If you want to cut line number from output, pipe it through sed:
grep "" file | grep "^20:" | sed 's/^20://'
Try this:
cat -n <yourfile> | grep ^[[:space:]]*<NUMBER>[[:space:]].*$
cat -n numbers the file
the regex of grep searches the line numbered ;-)
The original mismatched as mentioned in the comments.
Te current one looks for the exact match.
- i.e. in the particular cas we need a line starting with an arbitrary amount () of spaces the followed by a space followed by whatever (.)
In case anyone thumbles over this regex and doesn't get it at all - here is a good tutorial to get you started: http://regex.learncodethehardway.org/book/ (it uses python regex as an example tough).
This might work for you:
sed '10q;d' file

Counting commas in a line in bash

Sometimes I receive a CSV file which has a carriage return inside a cell. This is not an acceptable format to a program that will use it as input.

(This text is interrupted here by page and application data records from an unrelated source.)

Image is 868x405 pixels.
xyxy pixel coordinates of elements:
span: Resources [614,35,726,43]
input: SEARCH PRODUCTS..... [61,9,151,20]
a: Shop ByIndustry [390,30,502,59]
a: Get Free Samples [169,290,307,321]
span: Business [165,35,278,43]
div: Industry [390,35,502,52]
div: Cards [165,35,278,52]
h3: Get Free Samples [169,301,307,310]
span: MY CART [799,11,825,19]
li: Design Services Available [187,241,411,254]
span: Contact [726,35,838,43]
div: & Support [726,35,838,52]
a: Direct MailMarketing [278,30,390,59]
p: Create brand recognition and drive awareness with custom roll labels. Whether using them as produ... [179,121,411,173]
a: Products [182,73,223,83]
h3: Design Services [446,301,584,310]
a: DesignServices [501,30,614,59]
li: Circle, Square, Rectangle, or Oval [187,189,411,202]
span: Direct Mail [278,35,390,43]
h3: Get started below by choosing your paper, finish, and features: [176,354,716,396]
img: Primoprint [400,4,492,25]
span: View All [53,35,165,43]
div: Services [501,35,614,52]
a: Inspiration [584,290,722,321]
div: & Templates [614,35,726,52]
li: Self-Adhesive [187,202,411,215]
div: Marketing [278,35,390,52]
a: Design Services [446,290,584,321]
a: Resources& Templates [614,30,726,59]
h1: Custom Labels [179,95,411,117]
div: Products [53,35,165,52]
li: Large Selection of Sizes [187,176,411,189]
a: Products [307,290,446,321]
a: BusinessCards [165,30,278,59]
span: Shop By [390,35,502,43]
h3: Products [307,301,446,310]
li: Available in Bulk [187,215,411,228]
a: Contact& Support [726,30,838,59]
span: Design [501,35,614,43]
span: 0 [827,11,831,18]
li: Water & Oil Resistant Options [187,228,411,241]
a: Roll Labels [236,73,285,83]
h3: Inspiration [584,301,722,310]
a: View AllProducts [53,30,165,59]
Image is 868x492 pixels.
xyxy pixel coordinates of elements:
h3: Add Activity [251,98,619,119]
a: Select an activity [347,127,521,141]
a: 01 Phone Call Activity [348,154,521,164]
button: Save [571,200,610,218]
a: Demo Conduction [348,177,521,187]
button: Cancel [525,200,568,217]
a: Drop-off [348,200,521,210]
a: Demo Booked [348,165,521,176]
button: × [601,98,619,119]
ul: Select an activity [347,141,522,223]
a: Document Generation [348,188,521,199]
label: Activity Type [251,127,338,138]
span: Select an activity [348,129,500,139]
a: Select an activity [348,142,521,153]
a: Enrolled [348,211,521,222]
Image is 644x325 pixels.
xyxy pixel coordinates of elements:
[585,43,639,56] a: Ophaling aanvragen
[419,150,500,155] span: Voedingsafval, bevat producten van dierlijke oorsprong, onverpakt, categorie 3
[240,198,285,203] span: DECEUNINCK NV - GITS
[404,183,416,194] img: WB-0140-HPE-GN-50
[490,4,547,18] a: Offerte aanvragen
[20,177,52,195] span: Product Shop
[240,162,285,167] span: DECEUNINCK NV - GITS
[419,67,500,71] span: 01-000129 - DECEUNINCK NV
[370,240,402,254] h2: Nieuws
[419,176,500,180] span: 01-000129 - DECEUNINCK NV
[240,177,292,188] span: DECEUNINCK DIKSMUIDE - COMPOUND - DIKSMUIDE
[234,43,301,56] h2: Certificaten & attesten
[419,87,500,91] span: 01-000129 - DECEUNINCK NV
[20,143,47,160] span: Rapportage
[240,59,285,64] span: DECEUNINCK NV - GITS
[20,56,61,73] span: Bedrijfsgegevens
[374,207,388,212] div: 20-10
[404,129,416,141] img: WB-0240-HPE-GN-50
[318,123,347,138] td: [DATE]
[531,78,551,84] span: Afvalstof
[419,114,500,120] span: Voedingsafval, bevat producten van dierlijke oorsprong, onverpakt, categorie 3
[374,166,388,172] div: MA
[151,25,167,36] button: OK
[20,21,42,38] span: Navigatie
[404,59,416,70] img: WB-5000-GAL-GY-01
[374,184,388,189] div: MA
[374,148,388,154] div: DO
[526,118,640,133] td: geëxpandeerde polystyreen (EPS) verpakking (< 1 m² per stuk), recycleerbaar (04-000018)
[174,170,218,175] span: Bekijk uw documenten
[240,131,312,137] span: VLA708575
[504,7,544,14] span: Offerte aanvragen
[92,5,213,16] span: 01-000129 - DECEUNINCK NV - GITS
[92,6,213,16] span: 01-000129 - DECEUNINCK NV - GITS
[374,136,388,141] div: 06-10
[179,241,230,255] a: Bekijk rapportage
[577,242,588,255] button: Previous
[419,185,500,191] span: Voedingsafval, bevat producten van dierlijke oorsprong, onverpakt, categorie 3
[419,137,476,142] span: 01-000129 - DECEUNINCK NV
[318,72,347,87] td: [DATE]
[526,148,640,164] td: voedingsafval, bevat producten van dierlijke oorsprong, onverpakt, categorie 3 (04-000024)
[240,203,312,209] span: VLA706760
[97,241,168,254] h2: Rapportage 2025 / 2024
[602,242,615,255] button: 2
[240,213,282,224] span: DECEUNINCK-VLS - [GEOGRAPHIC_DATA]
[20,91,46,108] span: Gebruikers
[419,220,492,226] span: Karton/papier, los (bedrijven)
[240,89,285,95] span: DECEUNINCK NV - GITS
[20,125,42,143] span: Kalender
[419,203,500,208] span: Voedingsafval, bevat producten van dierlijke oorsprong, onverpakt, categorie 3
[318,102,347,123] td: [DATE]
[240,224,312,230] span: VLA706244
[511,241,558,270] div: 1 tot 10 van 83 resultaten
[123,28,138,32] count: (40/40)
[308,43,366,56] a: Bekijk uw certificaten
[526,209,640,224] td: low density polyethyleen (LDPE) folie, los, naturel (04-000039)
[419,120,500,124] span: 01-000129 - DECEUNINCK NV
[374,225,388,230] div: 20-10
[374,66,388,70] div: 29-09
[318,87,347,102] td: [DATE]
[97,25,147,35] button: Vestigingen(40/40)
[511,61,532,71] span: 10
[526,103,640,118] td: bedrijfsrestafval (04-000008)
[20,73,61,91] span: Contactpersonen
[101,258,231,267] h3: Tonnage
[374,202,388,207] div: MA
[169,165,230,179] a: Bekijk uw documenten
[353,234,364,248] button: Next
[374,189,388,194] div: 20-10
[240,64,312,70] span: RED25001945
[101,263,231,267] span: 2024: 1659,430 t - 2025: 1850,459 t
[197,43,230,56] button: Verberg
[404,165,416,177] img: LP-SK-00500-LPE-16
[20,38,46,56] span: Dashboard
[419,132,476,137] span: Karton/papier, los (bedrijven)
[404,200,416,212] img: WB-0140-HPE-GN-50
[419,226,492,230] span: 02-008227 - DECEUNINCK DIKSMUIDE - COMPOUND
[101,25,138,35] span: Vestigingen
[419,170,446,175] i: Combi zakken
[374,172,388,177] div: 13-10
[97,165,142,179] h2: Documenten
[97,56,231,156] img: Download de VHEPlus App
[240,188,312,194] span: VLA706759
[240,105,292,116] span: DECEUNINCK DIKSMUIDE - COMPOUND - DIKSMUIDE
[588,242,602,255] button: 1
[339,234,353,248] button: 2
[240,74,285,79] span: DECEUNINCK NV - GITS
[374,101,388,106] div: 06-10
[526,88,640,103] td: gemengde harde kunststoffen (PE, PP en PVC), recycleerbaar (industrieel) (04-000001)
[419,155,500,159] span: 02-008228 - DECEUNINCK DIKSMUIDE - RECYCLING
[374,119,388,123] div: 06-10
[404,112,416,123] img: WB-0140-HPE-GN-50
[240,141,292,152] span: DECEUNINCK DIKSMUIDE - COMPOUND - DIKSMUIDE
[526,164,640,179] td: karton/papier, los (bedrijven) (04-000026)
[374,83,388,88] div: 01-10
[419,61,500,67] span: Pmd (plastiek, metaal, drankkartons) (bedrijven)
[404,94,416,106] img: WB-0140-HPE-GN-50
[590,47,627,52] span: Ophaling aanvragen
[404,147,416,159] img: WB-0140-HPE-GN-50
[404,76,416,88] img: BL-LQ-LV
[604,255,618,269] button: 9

In order to detect if an input line is split, I determined that a bad line would not have the expected number of commas in it. Is there a bash or other common unix command line tool that would allow me to count the commas in the line? If necessary, I can write a Python or Perl program to do it, but if possible, I'd like to add a line or two to an existing bash script to cause it to fail if the comma count is wrong. Any ideas?
Strip everything but the commas, and then count number of characters left:
$ echo foo,bar,baz | tr -cd , | wc -c
2
To count the number of times a comma appears, you can use something like awk:
string=(line of input from CSV file)
echo "$string" | awk -F "," '{print NF-1}'
But this really isn't sufficient to determine whether a field has carriage returns in it. Fields can have commas inside as long as they're surrounded by quotes.
What worked for me better than the other solutions was this. If test.txt has:
foo,bar,baz
baz,foo,foobar,bar
Then cat test.txt | xargs -I % sh -c 'echo % | tr -cd , | wc -c' produces
2
3
This works very well for streaming sources, or tailing logs, etc.
In pure Bash:
while IFS=, read -ra array
do
echo "$((${#array[#]} - 1))"
done < inputfile
or
while read -r line
do
count=${line//[^,]}
echo "${#count}"
done < inputfile
Try Perl:
$ perl -ne 'print 0+#{[/,/g]},"\n"'
a
0
a,a
1
a,a,a,a,a
4
Depending on what you are trying to do with the CSV data, it may be helpful to use a wrapper script like csvquote to temporarily replace the problematic newlines (and commas) inside quoted fields, then restore them. For instance:
csvquote inputfile.csv | wc -l
and
csvquote inputfile.csv | cut -d, -f1 | csvquote -u
may be the sort of thing you're looking for. See [https://github.com/dbro/csvquote][1] for the code and more information
An example Python command you could run (since it's going to be installed on most modern shells) is:
python -c "import pathlib; print({l.count(',') for l in pathlib.Path('my_file.csv').read_text().splitlines()})"
This counts the number of commas per line, then makes a set from them (so if your lines all have the same number of commas in, you'll get a set with just that number in).